The simplicity of the gospel, however, does not lessen man's depravity, nor supersede the necessity for the power of the Holy Ghost. It is in reference to this free gospel that man's "evil heart of unbelief" has always exhibited itself most strongly. The gospel is simple, the way is simple, the cross is simple; but man's heart is wholly set against these. He resists and refuses. He prefers some way of his own, and he casts the blame of his own evil upon God.
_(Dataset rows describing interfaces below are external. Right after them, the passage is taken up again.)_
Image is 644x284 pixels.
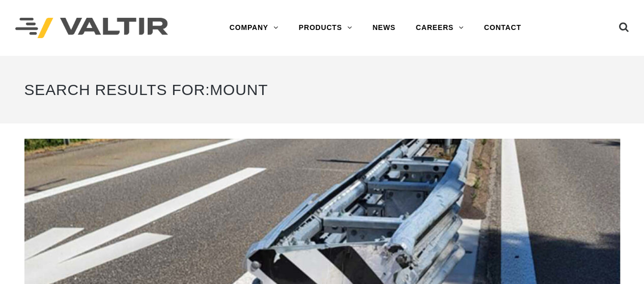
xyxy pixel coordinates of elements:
[289,18,363,38] a: PRODUCTS
[362,18,405,38] a: NEWS
[474,18,531,38] a: CONTACT
[24,71,620,108] h1: Search Results for:
[406,18,474,38] a: CAREERS
[209,81,268,98] span: mount
[219,18,289,38] a: COMPANY
[15,18,168,39] img: Valtir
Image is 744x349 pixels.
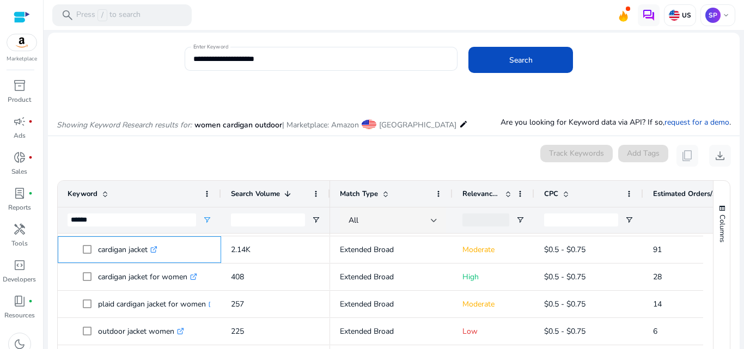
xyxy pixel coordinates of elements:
[68,214,196,227] input: Keyword Filter Input
[203,216,211,224] button: Open Filter Menu
[680,11,691,20] p: US
[13,259,26,272] span: code_blocks
[653,326,658,337] span: 6
[13,295,26,308] span: book_4
[665,117,729,127] a: request for a demo
[13,223,26,236] span: handyman
[544,272,586,282] span: $0.5 - $0.75
[463,239,525,261] p: Moderate
[13,115,26,128] span: campaign
[312,216,320,224] button: Open Filter Menu
[4,311,35,320] p: Resources
[76,9,141,21] p: Press to search
[509,54,533,66] span: Search
[544,245,586,255] span: $0.5 - $0.75
[463,189,501,199] span: Relevance Score
[231,245,251,255] span: 2.14K
[98,293,216,315] p: plaid cardigan jacket for women
[28,119,33,124] span: fiber_manual_record
[544,299,586,309] span: $0.5 - $0.75
[98,239,157,261] p: cardigan jacket
[14,131,26,141] p: Ads
[717,215,727,242] span: Columns
[11,167,27,177] p: Sales
[98,320,184,343] p: outdoor jacket women
[379,120,457,130] span: [GEOGRAPHIC_DATA]
[28,155,33,160] span: fiber_manual_record
[193,43,228,51] mat-label: Enter Keyword
[194,120,282,130] span: women cardigan outdoor
[463,293,525,315] p: Moderate
[61,9,74,22] span: search
[469,47,573,73] button: Search
[231,189,280,199] span: Search Volume
[13,187,26,200] span: lab_profile
[653,299,662,309] span: 14
[68,189,98,199] span: Keyword
[516,216,525,224] button: Open Filter Menu
[7,34,37,51] img: amazon.svg
[231,299,244,309] span: 257
[340,189,378,199] span: Match Type
[28,191,33,196] span: fiber_manual_record
[709,145,731,167] button: download
[231,326,244,337] span: 225
[340,239,443,261] p: Extended Broad
[340,320,443,343] p: Extended Broad
[653,245,662,255] span: 91
[3,275,36,284] p: Developers
[722,11,731,20] span: keyboard_arrow_down
[349,215,358,226] span: All
[8,203,31,212] p: Reports
[8,95,31,105] p: Product
[28,299,33,303] span: fiber_manual_record
[714,149,727,162] span: download
[57,120,192,130] i: Showing Keyword Research results for:
[98,266,197,288] p: cardigan jacket for women
[7,55,37,63] p: Marketplace
[282,120,359,130] span: | Marketplace: Amazon
[459,118,468,131] mat-icon: edit
[653,189,719,199] span: Estimated Orders/Month
[340,266,443,288] p: Extended Broad
[231,214,305,227] input: Search Volume Filter Input
[705,8,721,23] p: SP
[13,79,26,92] span: inventory_2
[653,272,662,282] span: 28
[669,10,680,21] img: us.svg
[98,9,107,21] span: /
[340,293,443,315] p: Extended Broad
[463,266,525,288] p: High
[13,151,26,164] span: donut_small
[625,216,634,224] button: Open Filter Menu
[544,326,586,337] span: $0.5 - $0.75
[544,189,558,199] span: CPC
[501,117,731,128] p: Are you looking for Keyword data via API? If so, .
[463,320,525,343] p: Low
[11,239,28,248] p: Tools
[231,272,244,282] span: 408
[544,214,618,227] input: CPC Filter Input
Hence the need for the Holy Spirit, by whose hand the Almighty works upon the human soul in ways so unseen and simple that, when the man has at length believed, he wonders how he could so long have stood aloof and resisted such a gospel. To disarm the enmity, to remove the hardness, to open the eye, and to renew the will, the Spirit operates. "The wind bloweth where it listeth," and we cannot "tell whence it cometh, and whither it goeth: so is every one that is born of the Spirit."

It is man's deep depravity and total alienation from God that makes the power of the Almighty Spirit indispensable for his renewal. But it is of great importance that he should not be allowed to make use of that depravity as an excuse for not returning to God, or to abuse the doctrine of the Spirit's work by making it a reason for cleaving to self, and refusing to believe the gospel; as if he were more willing to be wrought upon than the Spirit is to work, or as if he wanted to believe, but the Spirit would not help him.

It was man's guilt that rendered the cross necessary; for if that guilt remained unremoved, all else would be vain. To be under condemnation would be to be shut out of the kingdom for ever. To have the Judge of all against him in the great day would be certain doom. The cross has come to lift off that guilt from us, and to lay it upon another; upon Him who is able to bear it all; upon Him who is mighty to save. That which should have come upon the sinner has come upon Him, that the sinner might go free. The Judge is satisfied with the work done on Calvary, and asks no more: and when the sinner is brought by the Holy Spirit to be satisfied with that which has satisfied the Judge, the chains that bound the burden to his shoulders snap, and the burden falls, to disappear for ever—buried in the grave of the Substitute, from which it cannot rise.


The text of this document was obtained from Chapel Library.